Summer's here and the time is right for putting away the phone while driving.

On the day she graduated from college in May 2008, Jacy Good's car was struck by a tractor-trailer that had swerved to avoid a young driver who had run a red light while talking on his cell phone. Her parents were killed. She barely survived and lives with serious injuries.


"This probably won't happen to you but it happens every day," Good told a group of teenagers gathered at Walt Whitman High School in suburban Washington, D.C., yesterday. "Watch out for each other."

The students were there to sign a "no texting" pledge and learn about a truck's "No Zone" at the event hosted by the Federal Motor Carrier Safety Administration and the Commercial Vehicle Safety Alliance. A truck for the "No Zone" demonstration was provided by FedEx Ground.

"This is the time of year when fatal crash rates among teens almost doubles," FMCSA Administrator Anne Ferro told the students.

The statistics are compelling: each day in May, June, July and August, an average of 16 teenagers die in a traffic accident, compared to 9 per day in other months, said Sandy Spavone, executive director of the National Organization for Youth Safety.

And teenagers are much more likely to be in a crash than adults are, said CVSA Executive Director Steve Keppler. More than a quarter of the people killed in crashes involving large trucks and buses are between 16 and 25 years old, he said.

"We want to get these kids into the right (driving) habits right out of the gate," Keppler said.

CVSA has put together a truck education program for teenage drivers. The Teens & Trucks curriculum covers such basics as the differences in handling characteristics between trucks and cars, and how to drive in the vicinity of a truck.

Few high-school driver education programs have a truck component, so CVSA and its partners in this effort, the Arizona Trucking Association, the Arizona Department of Public Safety and American Trucking Associations, have disseminated the curriculum to about 500,000 students in 47 states and 8 Canadian provinces, Keppler said.

The program, whose goal is 1 million students, is funded in part by an $85,000 grant from FMCSA.

After the students were given a "No-Zone" demonstration by Maryland State Police First Sgt. Robert Mondor, they lined up to sign the pledge that they would not text while driving.

"Life is all about decisions, choices and consequences," Ferro told them. "And every trip you take in a vehicle matters and requires sound judgment and your full attention. In a split second your life could be negatively impacted forever."

The message was made immediate by Jacy Good, and by Laurie Kelly of Takoma Park, Maryland.

Kelly, whose 23-year-old son was killed in a distracted driving crash in May 2010, told the students that everything they know can change in an instant. "Being over-confident means that you are unsafe," she said.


Prompt:
Each line of the data below that carries the word "band" needs to be copied.

[Excerpts from a figure dataset]
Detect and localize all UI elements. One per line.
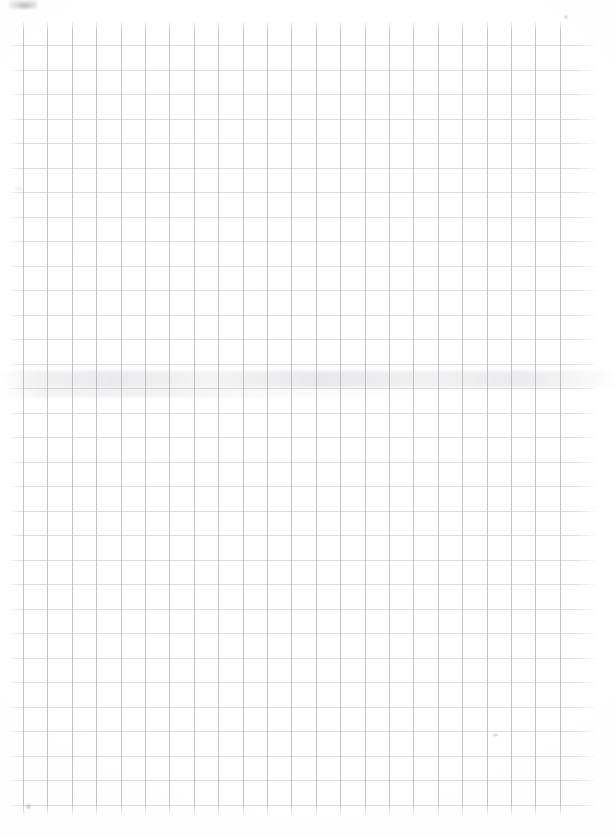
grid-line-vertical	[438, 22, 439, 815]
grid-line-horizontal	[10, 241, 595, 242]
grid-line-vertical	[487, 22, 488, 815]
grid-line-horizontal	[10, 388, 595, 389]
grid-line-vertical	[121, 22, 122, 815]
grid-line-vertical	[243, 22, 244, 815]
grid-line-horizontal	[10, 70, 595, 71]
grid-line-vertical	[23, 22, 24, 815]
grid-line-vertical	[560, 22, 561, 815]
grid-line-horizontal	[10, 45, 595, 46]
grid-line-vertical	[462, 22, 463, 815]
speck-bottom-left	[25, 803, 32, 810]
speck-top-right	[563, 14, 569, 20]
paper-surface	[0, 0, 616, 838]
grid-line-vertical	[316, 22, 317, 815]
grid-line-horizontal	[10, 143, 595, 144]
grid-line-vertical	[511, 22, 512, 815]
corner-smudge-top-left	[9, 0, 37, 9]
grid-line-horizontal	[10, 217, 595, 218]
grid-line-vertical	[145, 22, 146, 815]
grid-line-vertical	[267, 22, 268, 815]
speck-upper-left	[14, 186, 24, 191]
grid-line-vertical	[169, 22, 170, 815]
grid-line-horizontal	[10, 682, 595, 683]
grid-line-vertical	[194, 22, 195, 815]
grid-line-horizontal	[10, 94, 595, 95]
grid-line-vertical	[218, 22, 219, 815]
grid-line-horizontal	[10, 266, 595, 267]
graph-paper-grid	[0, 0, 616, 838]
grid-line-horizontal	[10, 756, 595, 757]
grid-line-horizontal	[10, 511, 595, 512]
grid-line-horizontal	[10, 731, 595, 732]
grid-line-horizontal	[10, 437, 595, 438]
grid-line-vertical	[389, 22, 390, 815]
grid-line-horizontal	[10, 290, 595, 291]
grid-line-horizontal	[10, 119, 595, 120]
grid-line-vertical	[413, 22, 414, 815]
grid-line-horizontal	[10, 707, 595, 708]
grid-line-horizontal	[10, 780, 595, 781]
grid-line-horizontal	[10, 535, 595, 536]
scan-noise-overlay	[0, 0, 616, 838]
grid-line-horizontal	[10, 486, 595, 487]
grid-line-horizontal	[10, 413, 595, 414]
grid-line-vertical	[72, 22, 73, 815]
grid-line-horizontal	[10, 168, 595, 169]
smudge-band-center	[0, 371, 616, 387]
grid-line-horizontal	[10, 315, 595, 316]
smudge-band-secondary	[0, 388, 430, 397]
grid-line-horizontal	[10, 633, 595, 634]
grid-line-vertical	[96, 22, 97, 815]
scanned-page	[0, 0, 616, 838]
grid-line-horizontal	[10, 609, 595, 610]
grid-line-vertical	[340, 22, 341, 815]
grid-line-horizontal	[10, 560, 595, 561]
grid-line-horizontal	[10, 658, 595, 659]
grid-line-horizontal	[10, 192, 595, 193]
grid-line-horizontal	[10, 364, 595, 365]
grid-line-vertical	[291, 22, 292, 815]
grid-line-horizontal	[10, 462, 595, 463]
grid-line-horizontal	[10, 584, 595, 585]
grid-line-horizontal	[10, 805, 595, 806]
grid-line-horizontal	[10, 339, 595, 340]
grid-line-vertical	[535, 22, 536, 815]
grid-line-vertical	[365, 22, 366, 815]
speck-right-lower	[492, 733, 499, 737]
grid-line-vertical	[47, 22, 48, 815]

==

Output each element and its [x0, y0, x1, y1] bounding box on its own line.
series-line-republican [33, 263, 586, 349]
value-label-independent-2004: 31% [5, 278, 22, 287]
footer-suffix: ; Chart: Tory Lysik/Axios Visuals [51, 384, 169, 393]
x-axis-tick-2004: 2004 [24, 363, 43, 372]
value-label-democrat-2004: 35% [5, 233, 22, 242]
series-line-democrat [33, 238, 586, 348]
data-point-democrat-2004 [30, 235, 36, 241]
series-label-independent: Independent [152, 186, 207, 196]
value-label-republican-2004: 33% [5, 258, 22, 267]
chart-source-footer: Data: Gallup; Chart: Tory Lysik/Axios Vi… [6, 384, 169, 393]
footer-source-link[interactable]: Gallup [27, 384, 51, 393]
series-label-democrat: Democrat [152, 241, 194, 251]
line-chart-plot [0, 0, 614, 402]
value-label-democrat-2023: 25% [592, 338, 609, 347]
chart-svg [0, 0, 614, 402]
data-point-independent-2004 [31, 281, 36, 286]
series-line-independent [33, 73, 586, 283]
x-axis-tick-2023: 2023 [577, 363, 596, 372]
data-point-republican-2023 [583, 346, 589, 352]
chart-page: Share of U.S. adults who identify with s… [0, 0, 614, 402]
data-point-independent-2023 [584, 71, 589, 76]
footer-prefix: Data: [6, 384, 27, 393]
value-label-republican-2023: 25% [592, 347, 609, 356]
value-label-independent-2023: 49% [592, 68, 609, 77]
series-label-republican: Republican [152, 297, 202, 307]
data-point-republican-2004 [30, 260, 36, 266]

Answer to this exercise:
smudge-band-center	[0, 371, 616, 387]
smudge-band-secondary	[0, 388, 430, 397]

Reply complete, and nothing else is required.